Wednesday, May 3, 2017

May 3, 2017: DisasterStudying: Boston’s Great Molasses Flood



[May 6th marks the 80th anniversary of the Hindenburg fire, a turning point in the use of video and newsreel footage to chronicle tragic disasters. So this week I’ll AmericanStudy a handful of historical disasters, leading up to a weekend post on that and other contexts for the Hindenburg.]
Three telling details about the unique 1919 North End disaster, which plays a small but significant role in Dennis Lehane’s historical novel The Given Day.
1)      The Anarchists Did It—Or Not: When a tank containing more than 2 million gallons of molasses burst at the Purity Distilling Company on January 15, 1919, suspicion initially fell—as it did so frequently in this Red Scare era—on “anarchists.” Some of the alcohol produced by the factory was used to produce munitions, so the accusation wasn’t entirely without cause. But after nearly three years of investigations and hearings, the United States Industrial Alcohol Company (USIA) was held solely responsible for the disaster; one theory is that the company was trying to work faster in order to outrace Prohibition, as the 18th Amendment was ratified the day after the flood. In any case, the disaster serves as a telling reminder, in this pre-Depression moment, that corporations were at least as dangerous to American communities as Reds.

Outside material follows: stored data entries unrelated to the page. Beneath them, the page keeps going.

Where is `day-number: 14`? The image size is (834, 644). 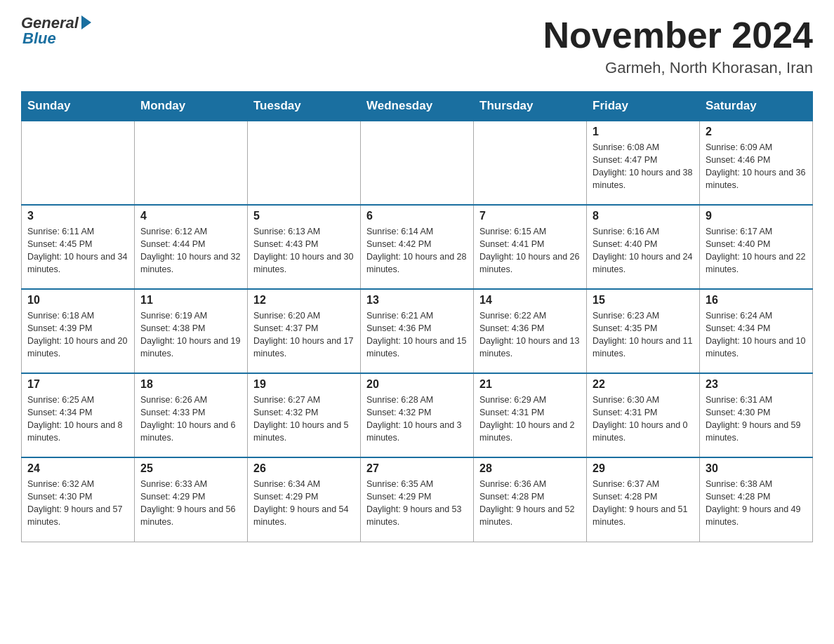
day-number: 14 is located at coordinates (530, 300).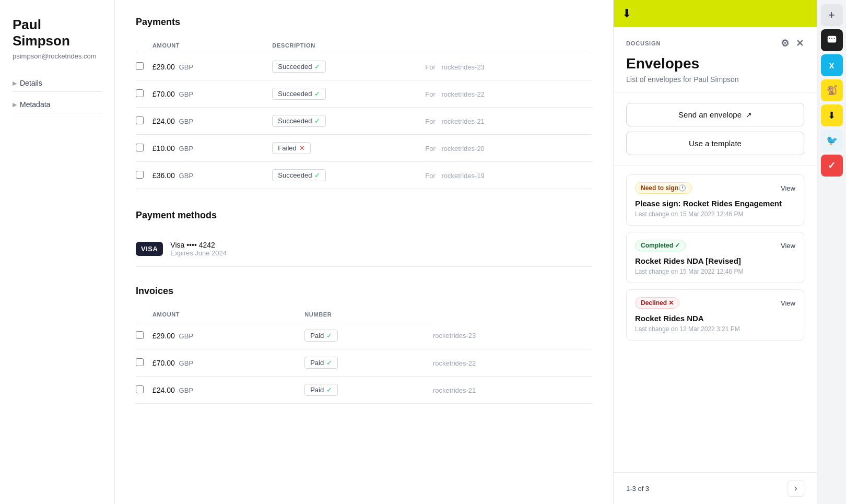 This screenshot has height=504, width=846. What do you see at coordinates (212, 148) in the screenshot?
I see `payment-amount: £10.00 GBP` at bounding box center [212, 148].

2)      A New Class of Response: The reason for those three years of investigations was simple but very new as of 1919—local residents brought a class-action lawsuit against USIA. In our famously litigious 21st century moment, that response might seem like a given; but in 1919, the idea of a class-action suit was largely unfamiliar, as illustrated by this list of six game-changing such suits that dates back only to 1925. So when these North End residents brought their suit against USIA, when they pursued it to victory and received an unprecedented $600,000 in settlements from the company, they represented a potent, populist extension of the Progressive Era’s efforts to regulate and curb big corporations.
3)      How We Remember: Adjacent to the site once occupied by the Purity tank, and now home to the city’s Langone Park and neighboring Puopolo Park, is a small plaque (placed by the Bostonian Society) that commemorates the flood. Yet I would venture that literally millions more Bostonians and tourists have encountered this history not through the plaque, nor through Lehane’s novel (bestseller that it was), but rather through one of the city’s ubiquitous Duck Boats (run by Boston Duck Tours). That dark brown boat, named Molly Molasses, comprises a pitch-perfect representation of the role that historic tourism plays in our collective memories, for good and for bad. But far be it from me to critique any attempt to better remember this unique, compelling, and exemplary historic disaster!
Next DisasterStudying tomorrow,
Ben
PS. What do you think? Other historical or contemporary disasters you’d highlight?